User`s guide
Cray XMT™ Programming Environment User’s Guide
In these two cases, each reference to x$ results in a separate read of that variable
and requires a separate write to x$. The second write to x$ must be performed by a
thread other than the one executing the code in the example. In the first case, it might
have been the intention of the programmer to add together two successive values of
x$. If so, this code presents no problems provided the program contains additional
code that executes concurrently with the code in the example and performs the second
write to x$. In the second case, it is doubtful that the programmer's intention was to
compare two different values of x$. Also, due to the short-circuiting rules in C and
C++, there is no guarantee that the second read will occur. Thus, you could end up
with a deadlock whether or not have two writes to x$. If you have two writes, but
the second read does not occur due to short-circuiting, your code will deadlock due
to too many writes. On the other hand, if you have one write, and the second read
does occur, your code will deadlock due to too many reads. In both of these cases, if
the intention is to read only one value for x$, a temporary variable should be used,
as in this example:
tmpx = x$;
if ((tmpx >= 10) && (tmpx <= 100)){}
Deadlock can also occur when two or more concurrent functions access global sync
variables in a different order. For example, if a$ and b$ are global sync variables,
and the function fnc1 first loads a$ and then loads b$.
tmp_a = a$;
tmp_b = b$;
In the same program, function fnc2 first loads b$ and then loads a$.
tmp_b = b$;
tmp_a = a$;
If the functions run concurrently, then there is a chance of deadlock. If fnc2 loads
b$ after fnc1 loads a$, but before fnc1 loads b$, then neither function can
continue unless a third concurrently running function eventually writes to either a$ or
b$. You can avoid this problem by always accessing a$ and $b in the same order
each time you use them in functions that may be concurrent.

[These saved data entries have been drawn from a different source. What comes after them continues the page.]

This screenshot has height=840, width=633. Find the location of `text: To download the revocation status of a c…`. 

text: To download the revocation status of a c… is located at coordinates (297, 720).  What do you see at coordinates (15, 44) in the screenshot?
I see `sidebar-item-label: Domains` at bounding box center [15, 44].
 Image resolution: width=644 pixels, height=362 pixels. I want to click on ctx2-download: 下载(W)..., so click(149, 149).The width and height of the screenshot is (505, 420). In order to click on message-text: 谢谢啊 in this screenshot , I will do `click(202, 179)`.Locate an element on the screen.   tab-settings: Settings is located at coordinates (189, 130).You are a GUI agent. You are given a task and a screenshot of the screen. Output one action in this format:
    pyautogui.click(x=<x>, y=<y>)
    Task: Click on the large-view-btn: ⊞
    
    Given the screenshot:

3.4 Programming Considerations for Floating-point Operations
The base arithmetic for floating-point operations on the Cray XMT uses the IEEE
Standard 754 format double precision (64-bit). A 64-bit floating-point number,
known as a Float64 on the Cray XMT, consists of a sign bit, an 11-bit exponent,
and 52 bits of fraction. Ordinary numbers (those with a biased exponent not equal to
zero or 0x7FF) have an exponent bias of 1023 (0x3FF) and their absolute value can
be expressed using the following equation:
(1.0 + fraction) << (exponent - 0x3FF)
The value is negative if the sign bit is set, positive if it is not set.